Cassim Shepard

Cassim Shepard is distinguished lecturer in architecture and urban studies at City College, City University of New York.

Trained as an urban planner, geographer, and documentary filmmaker, he produces nonfiction media about cities and places, with a particular emphasis on housing and civic life. His  film and video work about cities around the world has been exhibited at the Venice Architecture Biennale, the Museum of the City of New York, the Cooper Hewitt Smithsonian Design Museum, the United Nations, Pavillon de l’Arsenale in Paris, and the African Centre for Cities in Cape Town.

Shepard’s writings have appeared in  Places Journal, Next City, Strangers’ Guide, Domus, and Public Culture, among other publications. He was founding editor-in-chief of Urban Omnibus, an online publication of the Architectural League of New York, which inspired his first book, Citymakers: The Culture and Craft of Practical Urbanism (Monacelli Press, 2017). His current book project traces an intellectual history of incremental or “self-help” approaches to housing for vulnerable populations around the world.

From 2022 to 2024, Cassim Shepard was Critic-in-Residence in Architecture at Places. Supported by a Graham Foundation grant, Cassim’s residency produced a quartet of essays focused on housing justice and urban design: “Land Power,” on the community land trust as a form of housing activism; “Mass Support,” on housing theorist John Habraken; “Housing Agency,” on anarchist and architect John F. C. Turner; and “Justice Supply,” on the need for a mass social housing movement in the United States.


## WORK TO COMPLETE:
Transcribe every entry exactly; the images stay out.
Start of MATERIAL SHOWN
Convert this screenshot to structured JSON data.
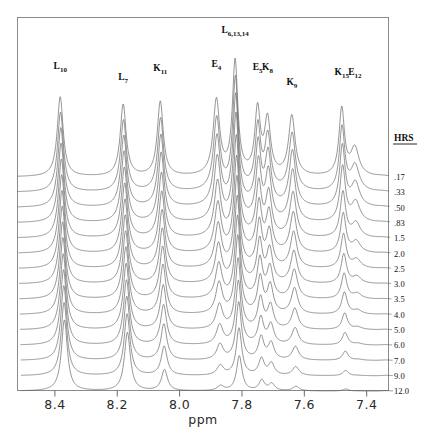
{
  "figure": {
    "kind": "nmr-stack-plot",
    "axis": {
      "xlabel": "ppm",
      "ticks": [
        "8.4",
        "8.2",
        "8.0",
        "7.8",
        "7.6",
        "7.4"
      ],
      "xlim": [
        8.52,
        7.33
      ],
      "direction": "decreasing"
    },
    "time_column": {
      "header": "HRS",
      "values": [
        ".17",
        ".33",
        ".50",
        ".83",
        "1.5",
        "2.0",
        "2.5",
        "3.0",
        "3.5",
        "4.0",
        "5.0",
        "6.0",
        "7.0",
        "9.0",
        "12.0"
      ]
    },
    "peak_labels": [
      {
        "text": "L",
        "sub": "10",
        "ppm": 8.383,
        "label_y": 69
      },
      {
        "text": "L",
        "sub": "7",
        "ppm": 8.181,
        "label_y": 80
      },
      {
        "text": "K",
        "sub": "11",
        "ppm": 8.062,
        "label_y": 71
      },
      {
        "text": "E",
        "sub": "4",
        "ppm": 7.882,
        "label_y": 67
      },
      {
        "text": "L",
        "sub": "6,13,14",
        "ppm": 7.822,
        "label_y": 33
      },
      {
        "text": "E",
        "sub": "5",
        "ppm": 7.75,
        "label_y": 70
      },
      {
        "text": "K",
        "sub": "8",
        "ppm": 7.718,
        "label_y": 70
      },
      {
        "text": "K",
        "sub": "9",
        "ppm": 7.64,
        "label_y": 85
      },
      {
        "text": "K",
        "sub": "15",
        "ppm": 7.48,
        "label_y": 75
      },
      {
        "text": "E",
        "sub": "12",
        "ppm": 7.438,
        "label_y": 75
      }
    ]
  },
  "chart_data": {
    "type": "line",
    "title": "",
    "xlabel": "ppm",
    "ylabel": "",
    "xlim": [
      8.52,
      7.33
    ],
    "grid": false,
    "legend": "right",
    "x_ticks": [
      8.4,
      8.2,
      8.0,
      7.8,
      7.6,
      7.4
    ],
    "series_label_header": "HRS",
    "series": [
      {
        "name": ".17",
        "hours": 0.17
      },
      {
        "name": ".33",
        "hours": 0.33
      },
      {
        "name": ".50",
        "hours": 0.5
      },
      {
        "name": ".83",
        "hours": 0.83
      },
      {
        "name": "1.5",
        "hours": 1.5
      },
      {
        "name": "2.0",
        "hours": 2.0
      },
      {
        "name": "2.5",
        "hours": 2.5
      },
      {
        "name": "3.0",
        "hours": 3.0
      },
      {
        "name": "3.5",
        "hours": 3.5
      },
      {
        "name": "4.0",
        "hours": 4.0
      },
      {
        "name": "5.0",
        "hours": 5.0
      },
      {
        "name": "6.0",
        "hours": 6.0
      },
      {
        "name": "7.0",
        "hours": 7.0
      },
      {
        "name": "9.0",
        "hours": 9.0
      },
      {
        "name": "12.0",
        "hours": 12.0
      }
    ],
    "peaks": [
      {
        "label": "L10",
        "ppm": 8.383,
        "width": 0.0115,
        "amp0": 80,
        "halflife_hrs": 70.0
      },
      {
        "label": "L7",
        "ppm": 8.181,
        "width": 0.0115,
        "amp0": 72,
        "halflife_hrs": 40.0
      },
      {
        "label": "K11",
        "ppm": 8.062,
        "width": 0.0115,
        "amp0": 76,
        "halflife_hrs": 6.5
      },
      {
        "label": "E4",
        "ppm": 7.882,
        "width": 0.0125,
        "amp0": 78,
        "halflife_hrs": 3.0
      },
      {
        "label": "L6,13,14",
        "ppm": 7.822,
        "width": 0.0105,
        "amp0": 115,
        "halflife_hrs": 7.0
      },
      {
        "label": "E5",
        "ppm": 7.75,
        "width": 0.0105,
        "amp0": 66,
        "halflife_hrs": 4.5
      },
      {
        "label": "K8",
        "ppm": 7.718,
        "width": 0.0115,
        "amp0": 56,
        "halflife_hrs": 4.0
      },
      {
        "label": "K9",
        "ppm": 7.64,
        "width": 0.0125,
        "amp0": 62,
        "halflife_hrs": 3.2
      },
      {
        "label": "K15",
        "ppm": 7.48,
        "width": 0.0105,
        "amp0": 70,
        "halflife_hrs": 2.4
      },
      {
        "label": "E12",
        "ppm": 7.438,
        "width": 0.016,
        "amp0": 30,
        "halflife_hrs": 1.4
      }
    ]
  }
}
End of MATERIAL SHOWN
## ANSWER:
Convert this screenshot to structured JSON data.
{
  "figure": {
    "kind": "nmr-stack-plot",
    "axis": {
      "xlabel": "ppm",
      "ticks": [
        "8.4",
        "8.2",
        "8.0",
        "7.8",
        "7.6",
        "7.4"
      ],
      "xlim": [
        8.52,
        7.33
      ],
      "direction": "decreasing"
    },
    "time_column": {
      "header": "HRS",
      "values": [
        ".17",
        ".33",
        ".50",
        ".83",
        "1.5",
        "2.0",
        "2.5",
        "3.0",
        "3.5",
        "4.0",
        "5.0",
        "6.0",
        "7.0",
        "9.0",
        "12.0"
      ]
    },
    "peak_labels": [
      {
        "text": "L",
        "sub": "10",
        "ppm": 8.383,
        "label_y": 69
      },
      {
        "text": "L",
        "sub": "7",
        "ppm": 8.181,
        "label_y": 80
      },
      {
        "text": "K",
        "sub": "11",
        "ppm": 8.062,
        "label_y": 71
      },
      {
        "text": "E",
        "sub": "4",
        "ppm": 7.882,
        "label_y": 67
      },
      {
        "text": "L",
        "sub": "6,13,14",
        "ppm": 7.822,
        "label_y": 33
      },
      {
        "text": "E",
        "sub": "5",
        "ppm": 7.75,
        "label_y": 70
      },
      {
        "text": "K",
        "sub": "8",
        "ppm": 7.718,
        "label_y": 70
      },
      {
        "text": "K",
        "sub": "9",
        "ppm": 7.64,
        "label_y": 85
      },
      {
        "text": "K",
        "sub": "15",
        "ppm": 7.48,
        "label_y": 75
      },
      {
        "text": "E",
        "sub": "12",
        "ppm": 7.438,
        "label_y": 75
      }
    ]
  },
  "chart_data": {
    "type": "line",
    "title": "",
    "xlabel": "ppm",
    "ylabel": "",
    "xlim": [
      8.52,
      7.33
    ],
    "grid": false,
    "legend": "right",
    "x_ticks": [
      8.4,
      8.2,
      8.0,
      7.8,
      7.6,
      7.4
    ],
    "series_label_header": "HRS",
    "series": [
      {
        "name": ".17",
        "hours": 0.17
      },
      {
        "name": ".33",
        "hours": 0.33
      },
      {
        "name": ".50",
        "hours": 0.5
      },
      {
        "name": ".83",
        "hours": 0.83
      },
      {
        "name": "1.5",
        "hours": 1.5
      },
      {
        "name": "2.0",
        "hours": 2.0
      },
      {
        "name": "2.5",
        "hours": 2.5
      },
      {
        "name": "3.0",
        "hours": 3.0
      },
      {
        "name": "3.5",
        "hours": 3.5
      },
      {
        "name": "4.0",
        "hours": 4.0
      },
      {
        "name": "5.0",
        "hours": 5.0
      },
      {
        "name": "6.0",
        "hours": 6.0
      },
      {
        "name": "7.0",
        "hours": 7.0
      },
      {
        "name": "9.0",
        "hours": 9.0
      },
      {
        "name": "12.0",
        "hours": 12.0
      }
    ],
    "peaks": [
      {
        "label": "L10",
        "ppm": 8.383,
        "width": 0.0115,
        "amp0": 80,
        "halflife_hrs": 70.0
      },
      {
        "label": "L7",
        "ppm": 8.181,
        "width": 0.0115,
        "amp0": 72,
        "halflife_hrs": 40.0
      },
      {
        "label": "K11",
        "ppm": 8.062,
        "width": 0.0115,
        "amp0": 76,
        "halflife_hrs": 6.5
      },
      {
        "label": "E4",
        "ppm": 7.882,
        "width": 0.0125,
        "amp0": 78,
        "halflife_hrs": 3.0
      },
      {
        "label": "L6,13,14",
        "ppm": 7.822,
        "width": 0.0105,
        "amp0": 115,
        "halflife_hrs": 7.0
      },
      {
        "label": "E5",
        "ppm": 7.75,
        "width": 0.0105,
        "amp0": 66,
        "halflife_hrs": 4.5
      },
      {
        "label": "K8",
        "ppm": 7.718,
        "width": 0.0115,
        "amp0": 56,
        "halflife_hrs": 4.0
      },
      {
        "label": "K9",
        "ppm": 7.64,
        "width": 0.0125,
        "amp0": 62,
        "halflife_hrs": 3.2
      },
      {
        "label": "K15",
        "ppm": 7.48,
        "width": 0.0105,
        "amp0": 70,
        "halflife_hrs": 2.4
      },
      {
        "label": "E12",
        "ppm": 7.438,
        "width": 0.016,
        "amp0": 30,
        "halflife_hrs": 1.4
      }
    ]
  }
}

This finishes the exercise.